Summer Study Success Creates Long-Lasting Impact

Summer Study students waving on video conference screenshot

For the past decade, the Lewis Institute has replicated the Babson experience with its Summer Study for High School Students program, helping rising juniors and seniors develop as entrepreneurial leaders in a month-long residential program.

This year, though, the program underwent drastic changes to transition online because of the COVID-19 pandemic, but it produced dramatic results that could impact the Babson experience itself.

A record 148 high school students from 21 countries completed this year’s revised Summer Study. Although they attended online rather than on campus, the budding entrepreneurial leaders still learned the core tenets of the Introduction to the Entrepreneurial Experience course—albeit in a revamped format under unique circumstances.

The experience, though, provided a glimpse of the future of online learning for both students and faculty.

“I believe it is a preview of what higher education might look like,” said Associate Professor of Management Jonathan Sims, the Summer Study faculty director.

Rising to the Occasion

When the pandemic hit, there was real concern about whether it was even feasible to provide Summer Study online—and whether enough students would be interested.

Joe McNamara ’16—who has been instrumental in Summer Study the past five years in his role as manager of innovation and growth with the Lewis Institute’s Babson Youth Impact Lab—says they were hoping to enroll 40 students. Instead, the program enrolled nearly four times that number.

“We were shocked,” McNamara said. “We were excited there was that much interest, but we weren’t sure what it would look like and how we were going to do this. The faculty rose to the occasion.”

It wasn’t as simple as moving a single course online but involved rethinking the entire approach while meeting the same academic objectives, including creating and working on venture projects, similar to Foundations of Management and Entrepreneurship. Led by Sims, the faculty—including, Professor Phillip Kim, Assistant Professor Kerry Gibson, Assistant Professor Siddharth (Sid) Vedula, and Visiting Assistant Professor and Lewis Institute Fellow Lucy McAllister—re-envisioned every aspect of the Summer Study program to deliver it online to such a big cohort. The Lewis Institute, including Executive Director Cheryl Yaffe Kiser and Youth Impact Lab Director Risa Sherman, provided immeasurable support.

Connecting Students Around the World

For starters, the program was divided into two sessions to accommodate students scattered around the world—on six continents—across 11 time zones. So, the faculty produced a morning session from 9 a.m. to 1 p.m. EDT, then repeated the content in a night session from 8 p.m. to midnight.

Professors also had to find ways to use the technology to connect with students and help them connect with each other. They used online breakout rooms, polls, simulations, every tool at their disposal. Kim even designed a course on Entrepreneurial Thought & Action® using Arist—the text-messaging platform created by Ryan Laverty ’20 and Michael Ioffe ’21. And, they called upon an impressive list of Babson guest speakers, including: President Stephen Spinelli Jr.

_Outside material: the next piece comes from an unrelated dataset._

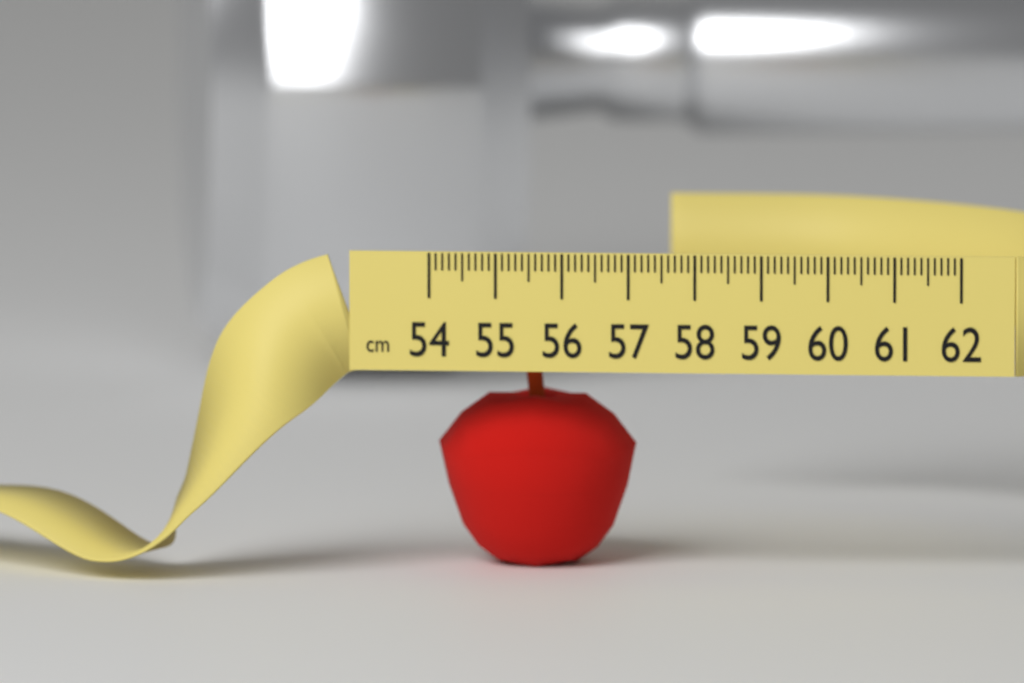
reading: 57.0 cm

MBA’92, PhD; Vice President of Learner Success and Dean of Campus Life Lawrence P. Ward; and Associate Dean of Undergraduate Programs Wendy Murphy.

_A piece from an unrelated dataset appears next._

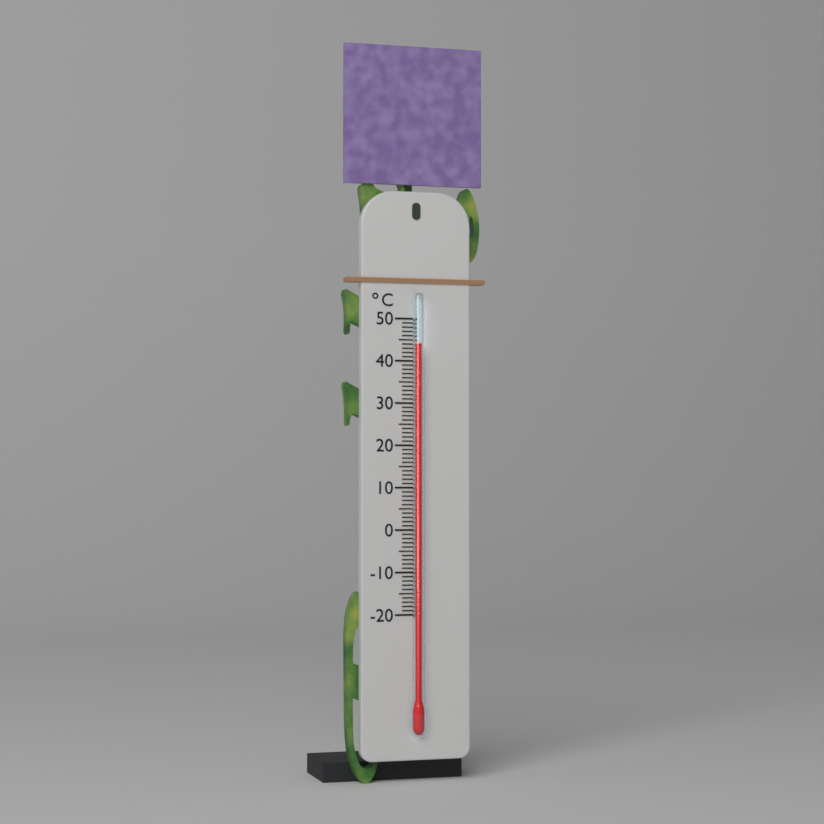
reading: 44 °C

“They did an incredible job of taking the content that they’re experts at and delivering it in a way that I thought was just as, if not more, engaging than a traditional classroom,” Sims said of his colleagues. “These are exceptional professors, and they have different styles. And, it really worked.”

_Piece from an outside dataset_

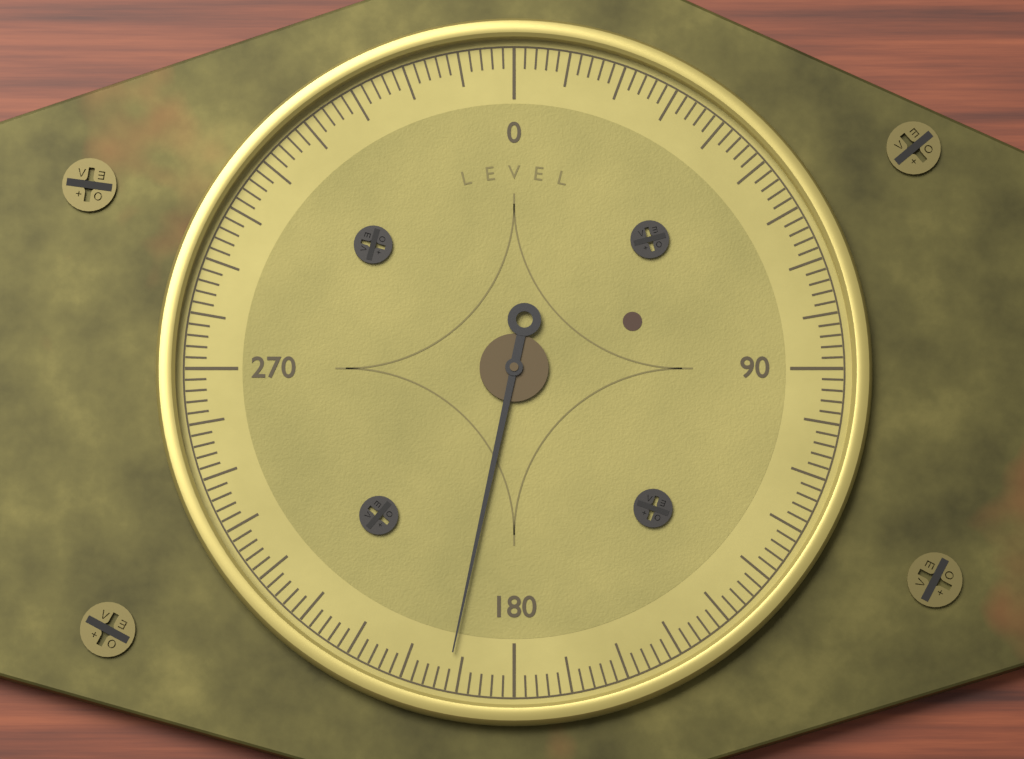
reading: 192 (no unit)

The faculty also relied greatly on student mentors—a group of 15 current Babson students who arrived at each online session an hour early and stayed an hour late. “The mentors were able to connect with these students in a way that faculty never could,” Sims said.

Embracing Online Experiences

The experience online was so successful that both Sims and McNamara say it could be offered again next summer, even if the residential program returns, or even in other time frames, such as the spring or on the weekend.

For now, the experience with Summer Study will have an immediate impact on the faculty and how they approach their classes this fall.

“I went from being very apprehensive and very anxious about teaching online to looking forward to it and enthusiastically embracing it,” Sims said. “In person has some distinct advantages, but there are a lot of things you can do online that are difficult to do in person. I think this gives us another incredible tool set that the faculty from the Summer Study program are much more comfortable with.”